Smiles all around, and a lady next to me turns to offer a happy remark. “Pretty cool!” Not every tour gets to see the glacier shed, our guide has told us. We’re lucky.
Whether we are truly lucky, though, depends on whether you take the short or long-term view. There’s a chance we are celebrating an infinitesimal crack in the climatic dike that holds back the oceans from about half of humanity.
Like most ice around the world, Glacier Bay’s has been receding, and the tiny piece that dropped before our eyes may have raised ocean levels a nanometer higher. I live near sea level in Seattle; witnessing a glacier calve is a fine sight, yes, but also mildly disconcerting.
Touring the marine wilderness of Glacier Bay, one of the best-known and most-visited locales in Alaska that became a National Park in 1980, is a three-dimensional experience. The scenery is sensational, with snow-draped peaks towering over sparkling fiords. Wildlife abounds, from sea birds to shore-bound brown bears. And it affords a sobering chance to think about climate change.
This 63-mile (101 km) inlet, tucked into the northwest corner of southeast Alaska (which Alaskans simply call “Southeast”), was completely encased in glacial ice when English navigator and explorer George Vancouver first sailed by in 1794. The 400-foot-thick (122 m) wall of ice was 20 miles (32 km) wide and more than 100 miles (160 km) long.

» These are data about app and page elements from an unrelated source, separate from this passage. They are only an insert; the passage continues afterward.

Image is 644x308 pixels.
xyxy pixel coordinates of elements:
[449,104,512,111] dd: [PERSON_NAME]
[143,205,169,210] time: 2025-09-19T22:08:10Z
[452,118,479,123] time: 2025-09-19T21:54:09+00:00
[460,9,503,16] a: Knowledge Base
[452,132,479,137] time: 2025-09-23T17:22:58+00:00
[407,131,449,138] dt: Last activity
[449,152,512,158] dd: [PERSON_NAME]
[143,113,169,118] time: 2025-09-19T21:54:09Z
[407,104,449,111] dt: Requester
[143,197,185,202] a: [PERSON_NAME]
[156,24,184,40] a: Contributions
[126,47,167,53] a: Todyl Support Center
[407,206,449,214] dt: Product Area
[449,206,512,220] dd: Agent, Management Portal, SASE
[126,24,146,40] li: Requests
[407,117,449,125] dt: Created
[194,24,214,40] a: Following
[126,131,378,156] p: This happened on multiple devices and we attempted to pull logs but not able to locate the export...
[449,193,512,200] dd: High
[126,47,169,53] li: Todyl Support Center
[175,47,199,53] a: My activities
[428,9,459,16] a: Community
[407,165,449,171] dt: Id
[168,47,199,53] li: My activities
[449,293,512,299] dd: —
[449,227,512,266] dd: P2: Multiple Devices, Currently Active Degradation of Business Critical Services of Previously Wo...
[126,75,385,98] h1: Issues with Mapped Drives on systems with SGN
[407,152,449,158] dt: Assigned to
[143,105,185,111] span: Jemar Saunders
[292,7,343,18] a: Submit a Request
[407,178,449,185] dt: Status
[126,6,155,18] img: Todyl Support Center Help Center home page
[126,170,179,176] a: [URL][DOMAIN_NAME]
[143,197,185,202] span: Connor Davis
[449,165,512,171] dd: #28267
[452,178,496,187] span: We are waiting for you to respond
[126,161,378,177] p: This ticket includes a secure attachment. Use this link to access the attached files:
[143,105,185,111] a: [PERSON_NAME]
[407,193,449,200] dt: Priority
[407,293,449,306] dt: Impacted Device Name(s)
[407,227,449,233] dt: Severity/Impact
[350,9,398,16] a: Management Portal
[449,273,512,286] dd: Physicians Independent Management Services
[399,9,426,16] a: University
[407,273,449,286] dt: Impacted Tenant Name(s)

It’s been receding ever since; when naturalist John Muir visited in 1879 it had retreated 48 miles (77 km). In 1916 it was 65 miles (105 km) shorter. Today it is almost completely back onto dry land, with just a few spurs hovering above saltwater. Scientists are studying the phenomenon, “hoping to learn how glacial activity relates to climate changes,” as the National Park Service euphemistically puts it.
Funny, the glacier’s retreat and the growth of the Industrial Age correspond almost exactly. Must be a coincidence.
But climatic and geologic changes do not always produce the local results you expect. While the world’s oceans are almost undoubtedly on the rise, in the short term the geography of the Glacier Bay landscape is experiencing the opposite effect.
As the glacier’s immense weight recedes, the land itself is rising. The chief beneficiaries are landowners in Gustavus, the town that perches at the head of Glacier Bay on one of the few flat plains in Southeast Alaska. As the land rises, they gain new property that once lay underwater.